In my opinion, there are three points to start with at which Aristotle's conceptualisation of an 'ideal narrative' cannot be applied to reading hypertext in our postmodern era:
- Aristotle had a very 'biological' idea of the connection between the narrative and the reader: as if the events in a narrative where somehow materially injected in certain parts of the brain or nerve system of the spectator/listener. The reader is thus regarded as some biological 'constant', which is an allusion that no longer holds in our era where readers are highly differentiated on axes like age, gender, ethnicity and geographical location.
- Similarly, Aristotle regarded the context or intertext of a narrative as mostly 'constant'. His concepts are very situated in the specific historical and geographical space of Greece some 2000 years ago.

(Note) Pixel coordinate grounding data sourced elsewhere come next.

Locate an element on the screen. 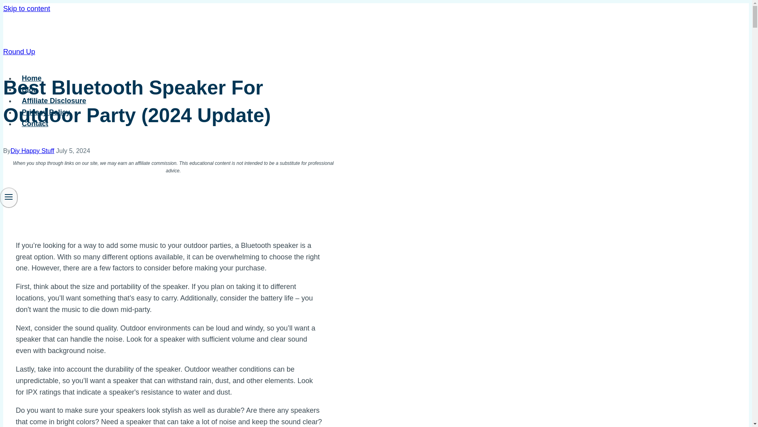 This screenshot has width=758, height=427. Skip to content is located at coordinates (26, 9).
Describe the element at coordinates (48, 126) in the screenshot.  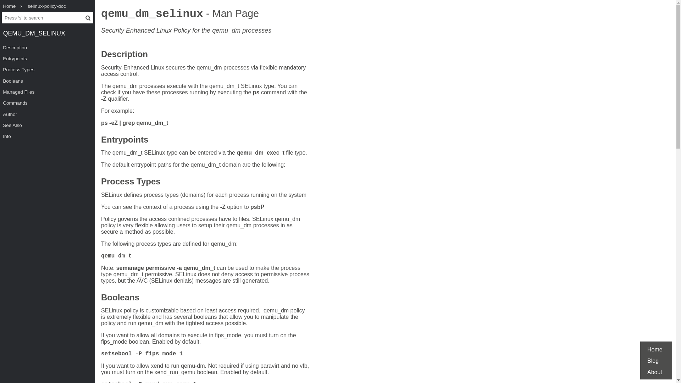
I see `See Also` at that location.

- Therefore, his idea of 'mimesis' as a truthful reflection of 'reality' therefore also cannot hold since today it would make more sense to talk of 'multiple realities' for different readers. The reader activity and background therefore
becomes much more important in thinking about what happens when hypertext narratives are 'read'.
We would therefore need to transform these notions into a set of rules that are more applicable to our age, and thus regard the reader(s) of hypertext, as well as the intertextual/contextual surroundings of a docuverse as all being variable texts (see figure 1).
It would thus from the outset be better to talk about 'mimeses' instead of mimesis. Furthermore, the idea of a rigid begin, middle and end in hypertext will not hold, because the strength of hypertext lies exactly in the emphasis on multiple readers who will plunge in where they want to.
This does not mean that there is no begin, middle and end in a docuverse though; as The "Reconfiguring Narrative" in Hypertext 2.0 poses, "Linearity .. then becomes a quality of the individual reader's experience.." (p.184), these attributes will be assigned by the docuverse's reader(s) and will thus be variable, but still there.